MIAMI NEWS TIMES "Home-built aircraft are five times as likely to crash as professionally made planes. And if an accident does happen, their pilots are seven times as likely to die, according to federal investigators. In 2011, 212 home-built aircraft have crashed around the United States, killing 63 people."
Well...I see the source of a couple of aspects of those quotes, though the paper is just plain wrong on one statistic. Allow me to give you my perspective.
The "Seven Times as Likely" claim came from the Nall Report a few years back. Makes a great quote, but I'm not enamored of their process. The Nall Report computes its figures based on the estimated number of hours flown, by GA aircraft vs. homebuilt aircraft.
They don't make the annual hours estimate. The FAA does. The FAA holds the basis for that estimate very tightly; there's rarely any insight into the process. Several years back, I was in a telecon with the FAA, the Nall Report folks, and a couple of people from EAA. Didn't get much insight, but one aspect is stunning.
Take Geico, that man-about-town RV-10 driver. According to the FAA, he flies his RV 29 hours per year.
Say you convince Geico of the error of his ways. He sells the RV, and buys a Cessna 172.
The FAA now assumes he flies *two hundred* hours per year. Just because he's now flying a certified airplane.
How did the FAA come up with that 29 vs. 200 values? We don't really know. It's a combination of survey inputs and a string of assumptions as to how many homebuilts on the registry are still active. Low estimate for homebuilts, of course. No basis for that, it's just their estimate.
Divide that 200 by 29. You get just about 6.9...which is the amount the Miami paper said that homebuilts are *worse* than production airplanes.
Odd coincidence, that.
The basic problem is that the estimate is based on a stream of unpublished assumptions. You can't check their numbers because you don't know HOW they came up with their numbers. The Nall Report guys just shrug and say, "We used FAA estimates." The FAA guys aren't talking.

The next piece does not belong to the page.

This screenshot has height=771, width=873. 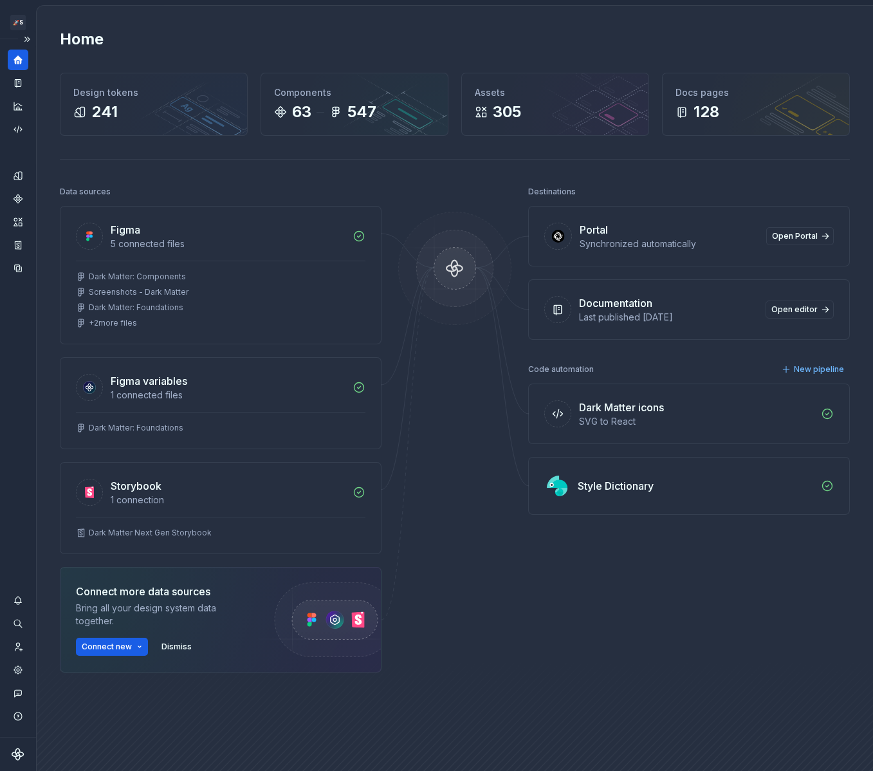 I want to click on div: Dark Matter: Components, so click(x=137, y=277).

The basic problem is what I refer to as comparable use. The FAA probably estimates how many hours privately-owned aircraft fly, adds that to an estimate of how many hour hours charter aircraft flew, adds it to an estimate of how many hours the country's Gulfstreams and Beechjets flew, and divides that by the total number of GA aircraft.
But of course, those homebuilts aren't flying charters. They (mostly) aren't corporate-owned, they aren't flown by pilots specifically hired to fly them. They aren't required to undergo 100-hour inspections, and their upkeep is a matter of a private owner's pocketbook, not a corporation's tax deduction.

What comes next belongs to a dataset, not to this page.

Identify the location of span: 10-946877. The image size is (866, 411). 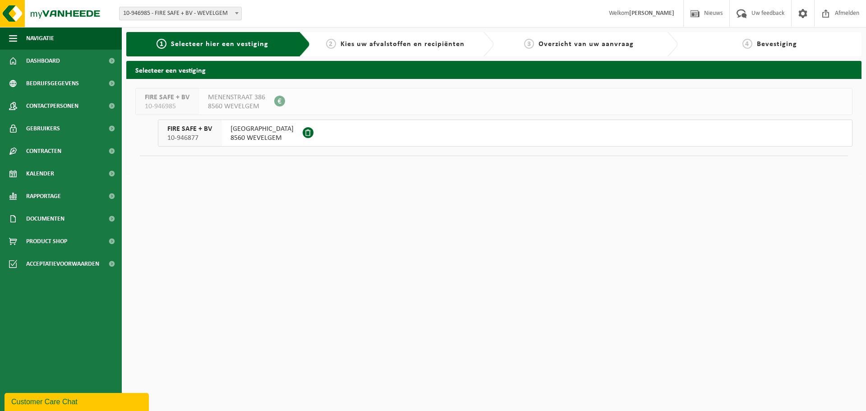
(189, 138).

Frankly, if you do an accidents-per-100,000-flight-hour comparison between Learjets and Stinsons, the Stinsons will come out far worse.
The fair comparison would be to a Cessna 172 or Piper Warrior, to an estimate of how many hours a private owner flies per year for personal travel and recreational flying...which is all the homebuilt owner can legally do.

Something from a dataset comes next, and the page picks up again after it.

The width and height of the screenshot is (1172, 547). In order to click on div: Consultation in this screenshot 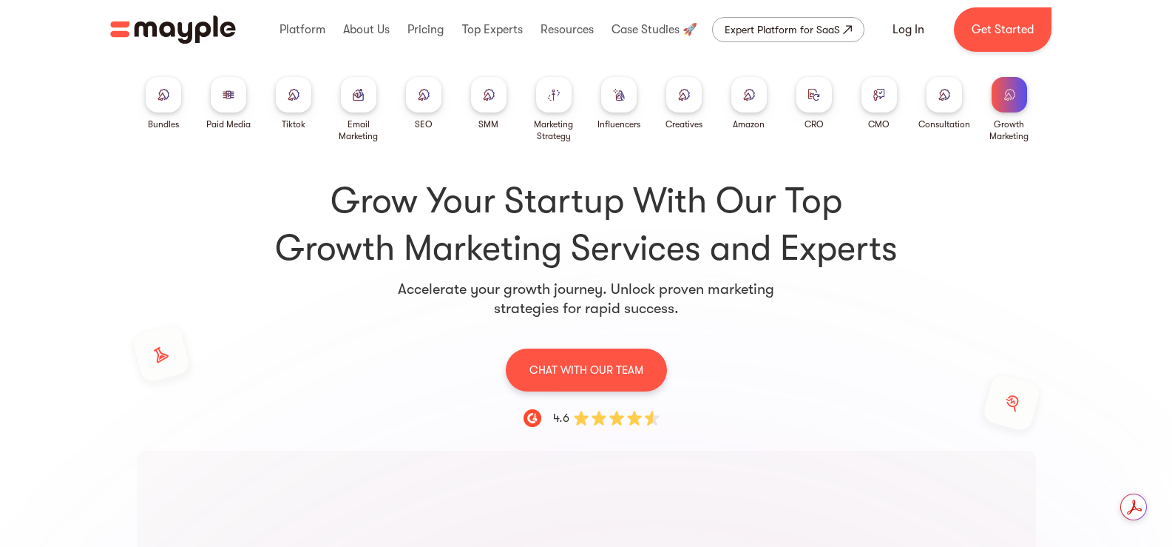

But of course, those numbers...other than the 200 hours per year overall average...aren't available.
So, what to do?
How about we *assume* the homebuilt owner and the Cessna owner fly the same number of hours per year?
To me, it's a beautiful solution. Anyone can then compute the "Fleet Accident Rate" (number of accidents per year divided by the number of airplanes of that type). There are no mysterious undocumented assumptions; no "we got the numbers from the FAA" sort of excuses. Number of accidents/number of aircraft. Simple.
The last time I ran this analysis, homebuilts had a 46% higher accident rate than the overall US fleet. They had a lower rate than several types, such as the PA-18. If you eliminated the aircraft still in their test periods, the homebuilt rate dropped to about 15% higher than the overall rate.
When you consider that the aircraft are built, flown, and often designed by amateurs, I don't think 15% is all that bad. Yes, it's higher when you include the airplanes in the test period...but consider: How many production-airplane buyers buy a plane with zero hours? They're all going to have at least one test flight by a company test pilot...and if something happens, a professional test pilot, with scads of experience in that model, is just who you want at the controls to keep from becoming a statistic.
As for the Miami paper's claim that in an accident, "[homebuilt] pilots are seven times as likely to die," that's bull.
For the 1998-2012 period, here are the fatality rates (percentage of accidents with at least one fatality) for the overall US fleet, for homebuilts, and a number of common GA aircraft.
Overall 21%
Homebuilts 27%
Cessna 18%
Cessna 172 13%
Cessna 182 21%
Cessna 210 25%
Cessna 185 15%
Piper 22%
Piper PA-28 20%
Beech 32%
Beech Bonanzas 34%
Mooney 25%
Cirrus 41%
Diamond 18%
You can argue speeds vs. configuration, but there's no way the homebuilt fatality rate is seven times higher.